After lossy texture decompression, we should ideally update the texel values at the boundaries to reestablish continuity. Moreover, after aggressive compression, it may be useful to apply multiresolution feathering across several rows/columns of texels adjacent to the boundary for a gentler transition. This is costly in Javascript and fortunately it has not been found necessary.
As is typical,
we represent the multiple uv
attributes defined along the parametric discontinuity curves
by introducing duplicate vertices.
To avoid introducing surface cracks during mesh LOD changes,
(1) the progressive mesh is constructed to collapse these duplicate vertices in immediate succession,
and
(2) at runtime we atomically collapse successive vertices if they share the same current and parent 3D positions.
Enabling anisotropy=16
in the texture sampler is crucial.
Although a stretch-minimizing parameterization aims to reduce undersampling,
it often results in regions that are oversampled in certain directions.
With the default setting anisotropy=1
,
even though the anisotropically oversampled texture is properly bandlimited,
the sampler conservatively avoids potential aliasing by accessing coarser mipmap levels, resulting in blurring.
Accurate sampling and filtering near atlas chart boundaries is challenging. When resampling the original atlas images onto our image domain, we often notice artifacts near the chart boundaries, as highlighted on the right. These artifacts are also visible when rendering the original source models, so repair would be difficult.
Resampling the original sensor data directly into the (continuous) spherical domain would further improve quality and compression.
We represent fine surface detail using a normal map texture image. These normal maps are commonly defined in tangent-space, i.e., relative to normal and tangent vectors defined at mesh vertices and interpolated within triangles. However, these interpolated vector fields differ across geometric levels of detail, so do not form a consistent reference.
Instead, we use normal maps defined in object-space, i.e., relative to the coordinate system of the model.
Although this feature is supported in Three.js
,
it is not currently in the glTF
specification,
so we record this state in a (non-standard) userData
field.
A side benefit of using object-space normals is that we no longer need to store normals and tangent vectors
at the mesh vertices.
Mesh compression schemes (including EdgeBreaker within Draco) usually reorder the vertices to realize
the best compression factor.
Because the progressive mesh does rely on an optimized ordering,
we store another vertex attribute originalIndex
that lets us permute the vertex data at load time to recover the expected ordering.
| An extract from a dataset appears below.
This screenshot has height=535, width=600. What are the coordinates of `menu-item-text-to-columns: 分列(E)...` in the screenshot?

Recall that for meshes with nonzero genus, we pinch off the topological handles/tunnels, leaving general boundary curves within the parametric domain. The texture signal reconstructed by the graphics system along these curve loops is a piecewise bilinear function. Therefore, as is the case with ordinary texture atlases, the reconstructions cannot generally be made to match exactly (with C0 continuity) across the boundary. As shown inset, this results in seams in close-up views.
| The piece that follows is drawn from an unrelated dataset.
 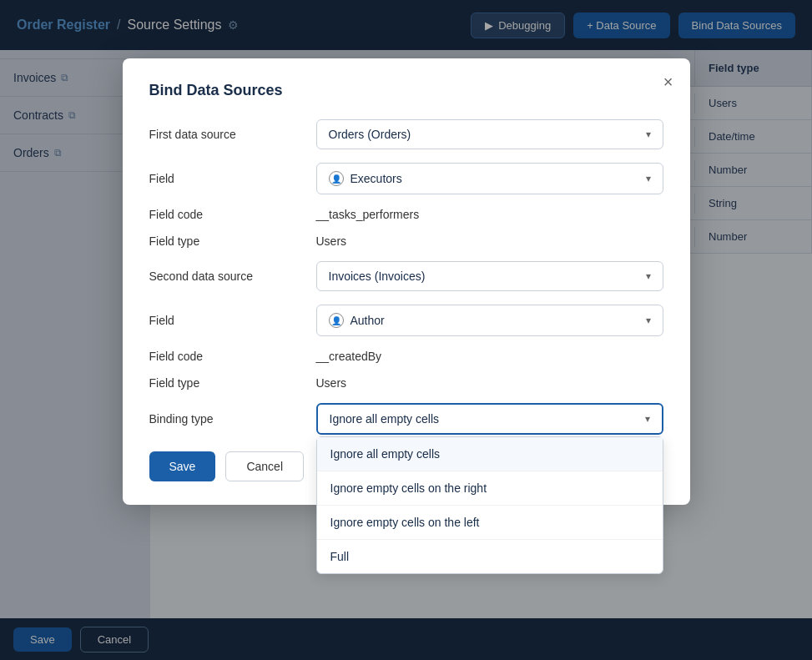 I want to click on field2-row: Field 👤 Author ▾, so click(x=406, y=320).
In future work, the perceptibility of these seams could be greatly attenuated by an optimization postprocess [e.g., Prada et al. 2018].
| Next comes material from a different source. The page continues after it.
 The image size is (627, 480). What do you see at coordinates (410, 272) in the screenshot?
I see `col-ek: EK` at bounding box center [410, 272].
A benefit of the flat-octahedral parameterization is that the surface signal is mapped continuously to a regular 2D grid structure. As showed in [Praun and Hoppe 2003], the mesh geometry itself can be resampled through the same map to produce a geometry image, where the (x, y, z) position coordinates are visualized here as R, G, B colors.
This type of multi-channel grid structure looks ideal for further analysis and processing using neural networks. However, one challenge is that 3D shape is not yet a pervasive digital medium like images, video, and text.
The processing is performed by several C++ programs, which are available here.
However, the scripts (involving bash, Python, perl, and Node.js) are in the process of being cleaned up.